Marketplace
United States
verified
NEW
Logistics platform for teams to streamline local courier services and centralize FedEx and UPS spend
Asking price
$890K
Revenue
$228,195
Profit
$52,563
Growth
0%
Churn
10%+
Customers
1000-5000
Description
A workplace logistics platform that centralizes office shipping in one place. Its core is same-day local courier. Teams book and manage same-day deliveries from a single interface, replacing scattered emails and fragmented spend. They can also create labels and manage parcel shipments across UPS, USPS and FedEx via their own connected carrier accounts.
Volume today is concentrated in New York, San Francisco and Miami, with courier access across 100+ U.S. cities.
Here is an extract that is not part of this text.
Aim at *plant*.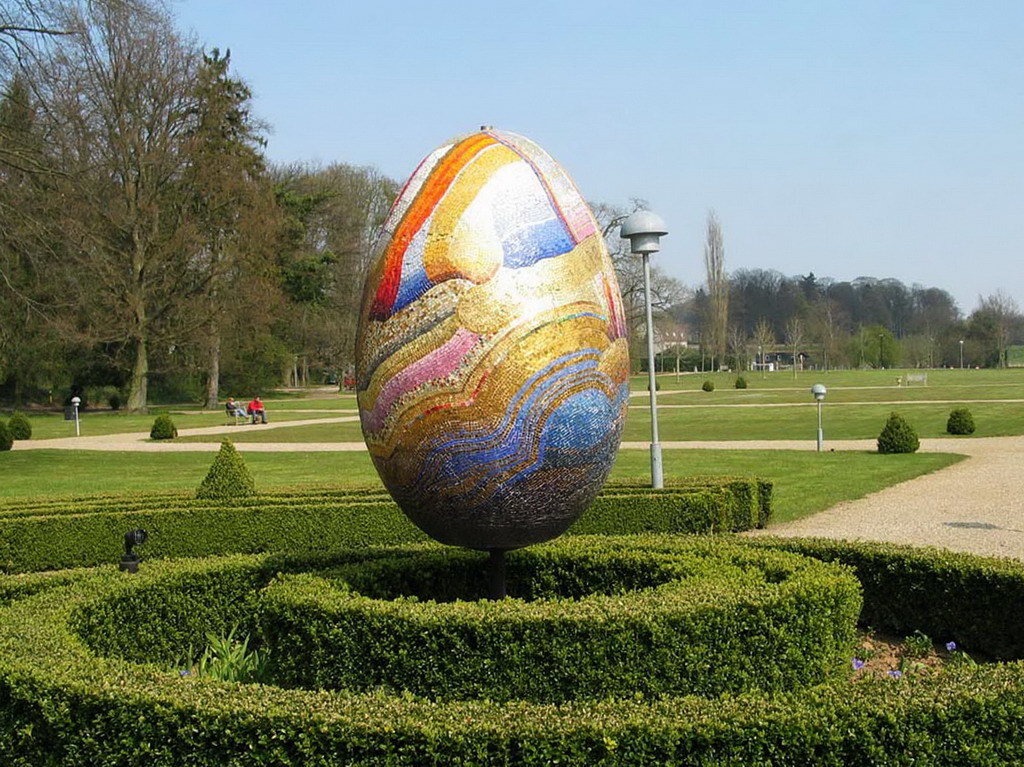
Aimed at (146, 410, 183, 441).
The model is a marketplace: pay-per-shipment with a take rate on every order. Current growth is bottom-up, operators at brands like L'Oreal, Amazon and Glow Recipe adopt it, and same-day acts as a trojan horse to land, expand internally, and become a trusted enterprise vendor. The platform is already competing for five- and six-figure software annual contracts, which a sales-led owner can scale. ~79% of 2026 orders come from repeat customers. Durable demand on a real-world logistics network that isn't easily rebuilt.
Price history
- Jun 6, 2026 $913K
- Jun 9, 2026 ↓ $1.2M
- Jun 15, 2026 ↓ $980K
Tech stack
Proprietary order-management platform with a smart-dispatch algorithm we built in-house and an internal analytics layer. Integrated with a US and international network of local courier partners, plus direct integrations to FedEx and other shipping APIs.
Business model
Businesses pay per shipment, we earn a take rate on each order, so revenue scales directly with order volume. ~79% of 2026 orders came from repeat customers (76% of volume), with no single customer above ~4%. Predictable, recurring-like demand.
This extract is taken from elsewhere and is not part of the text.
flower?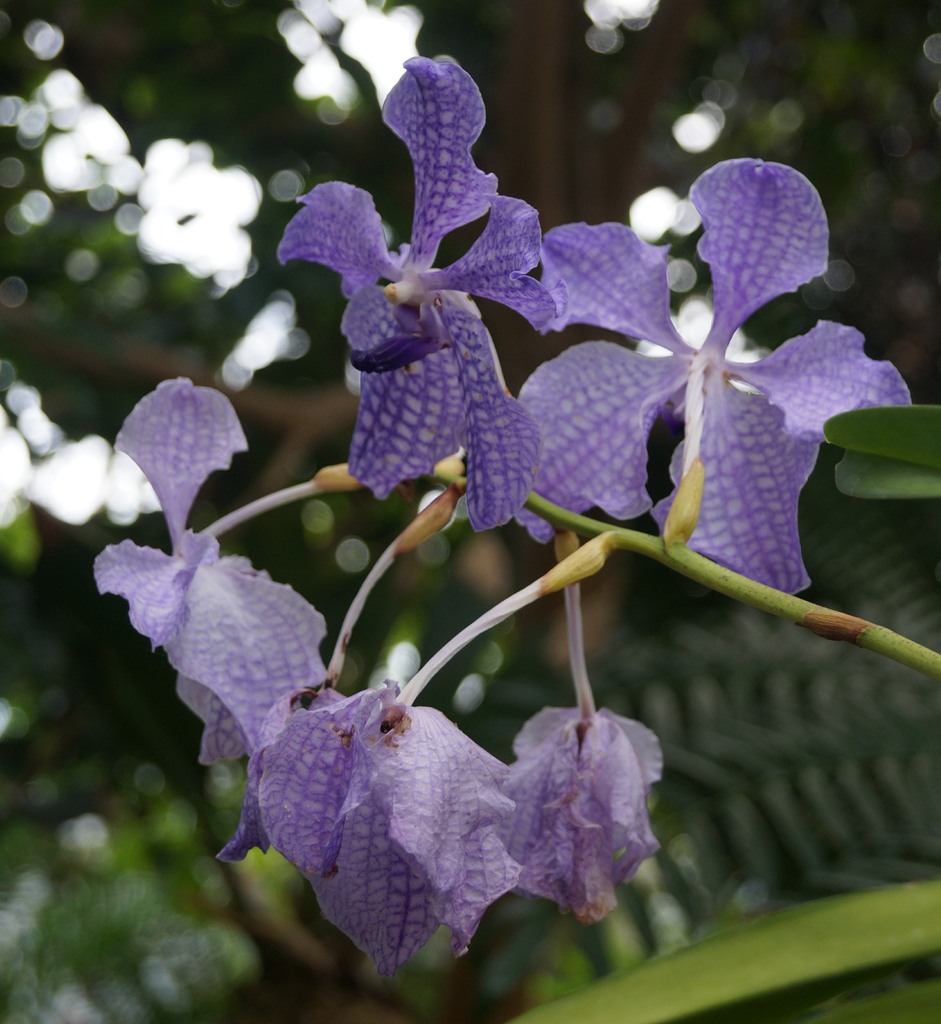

Two near-term expansion levers a new owner can pull: shipping-API providers have already offered us revenue share on carrier integrations (FedEx, UPS), and the recently added third-party insurance option opens a similar attach-revenue stream. Neither is monetized yet, they're upside, not baked into current numbers.
Growth opportunity
Enterprise accounts: The platform already grew bottom-up inside large companies, we have active users at the likes of Amazon, Consumer Brands like Glow Recipe, agencies like Sol Comms, and others who adopted the product themselves. The growth unlock is converting that organic footprint into top-down enterprise contracts: SaaS deals, longer retention, higher per-account value. We've started laying the groundwork with NDAs signed with a top-20 pharma company and a pre-IPO company, but we've intentionally stayed product-led and haven't built an enterprise sales function. For a buyer who has that motion (or wants to build it), there's a warm, pre-qualified base of brand-name accounts to sell into.
Franchising the brand: We've had inbound interest in franchising the the platform's brand into new markets, a capital-light way to expand the same-day network without owning the operations. The model isn't built yet, so it's upside optionality for a buyer who wants to pursue it, not something baked into current numbers.
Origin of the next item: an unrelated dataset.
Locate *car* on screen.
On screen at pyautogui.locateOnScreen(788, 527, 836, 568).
As an aggregator across local couriers and carriers, several players often seen as competitors (e.g., same-day networks like Roadie or Uber) can also function as supply we route through. Our position is the orchestration layer, matching each order to the best-fit courier or carrier, rather than competing on any single fleet.
Competitors
Pitney Bowes
Stamps.com
Local and traditional couriers
Uber Package
Roadie
EasyPost
Shippo
Sendoso
Highlights
Trade names
Social media accounts
Domain
Codebase
Trademarks
Website
Copyright
Marketing materials
Brand
Customers
Intellectual property
Operational Data
Well documented SOPs
Reason for sale
The platform has grown product-led to brand-name accounts and a same-day network across multiple cities, with a strong brand position in its New York niche. The next phase is enterprise, and that needs a sales-led operator, which isn't my background. I'd rather hand it to someone who can run that playbook than cap its growth at my skillset. I'm also focused on what's next for me, so the timing's right for a new owner to step in.
The business runs day-to-day without me, and I'm happy to provide a full transition and stay available during handover.